Krugman on European Financial Suicide

alice wellintown alicewellintown at gmail.com
Thu Apr 19 15:27:07 CDT 2012


Shiller sez,

If you go back hundreds of years, there was land speculation in this
country, but there was no housing, not much urban housing speculation.
So it was common sense. Talk to George Washington, if you could, all
right? George Washington was a land speculator, and he owned Mount
Vernon as among his speculations. But for George Washington,
speculating in real estate meant buying thousands of acres for a
shilling an acre or something like that. Not buying a house in the
city, so we’ve changed. It’s become much more proliferated as
something that everyone does. You buy this house and it’s going to
make you a lot of money. It’s also just the bubble itself — the Fed
had very loose policy and that encouraged the bubble and prices were
going up fast, so that proliferated stories about real estate as an
investment. Anyway, that’s a complicated analysis of our psychology.
But it is a unique phenomenon, really, that it was so national. And it
also reflects our better communications now. It wasn’t as easily so
national in the past.



On Thu, Apr 19, 2012 at 1:25 PM, alice wellintown
<alicewellintown at gmail.com> wrote:
> Robert Shiller: There’s no guarantee that home prices are going to go
> up. I think we’ve gotten into an illusion about that. We got into an
> illusion and it created this spectacular bubble. We have to reflect
> now that we had a kind of crazy mind-set in the last couple of
> decades, and we have to get back to thinking like people used to
> think. Housing is a depreciating asset, goes out of style; it’s going
> to end up in the wrong place.
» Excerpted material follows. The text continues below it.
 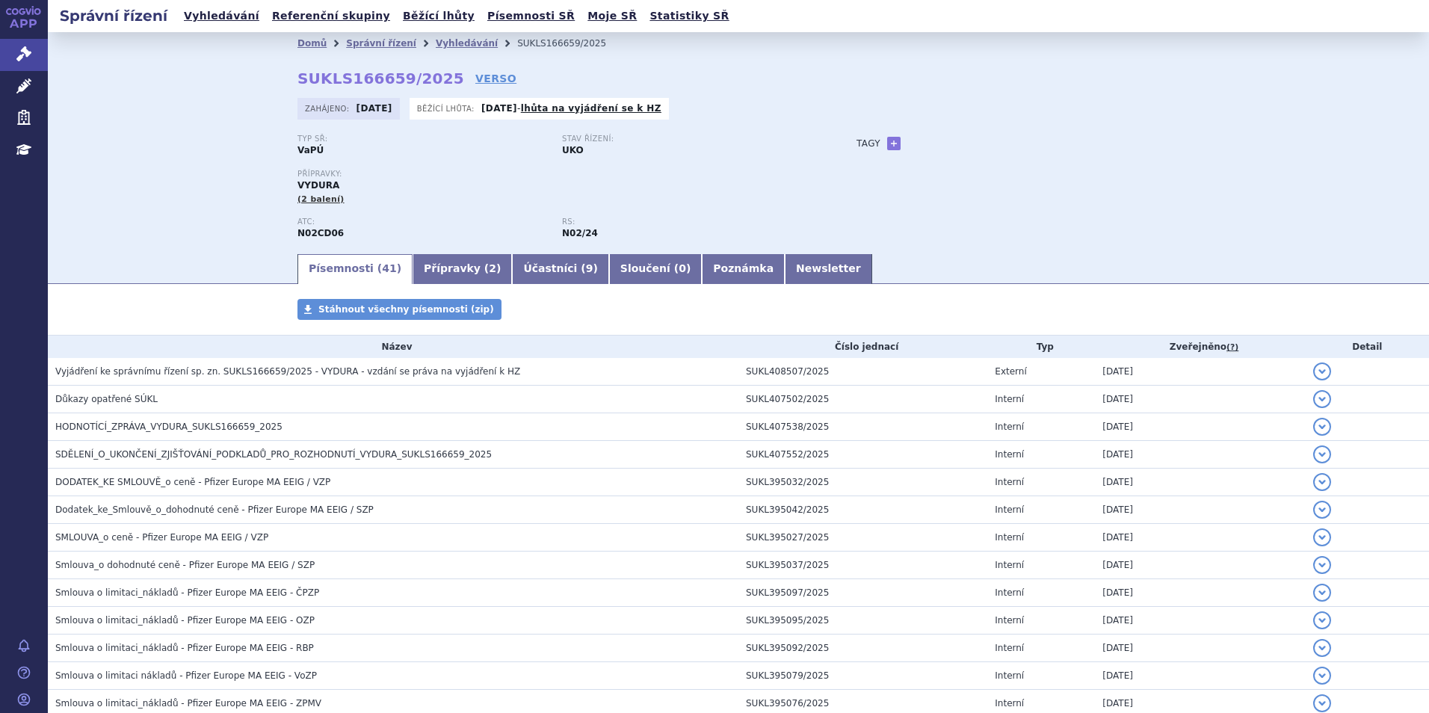 What do you see at coordinates (406, 309) in the screenshot?
I see `span: Stáhnout všechny písemnosti (zip)` at bounding box center [406, 309].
People will want to live somewhere else,
> so it’s not any automatic capital gain.
>
> Duncan:  “I think this represents a new economic system,” Duncan told
> Marketwatch in a telephone interview from his office in Bangkok. “The
> biggest impediment the world faces in overcoming this crisis is the
> broadly held misconception that we are operating in a capitalist
> system.”
>
>
>
> Ask Spain if housing is an investment.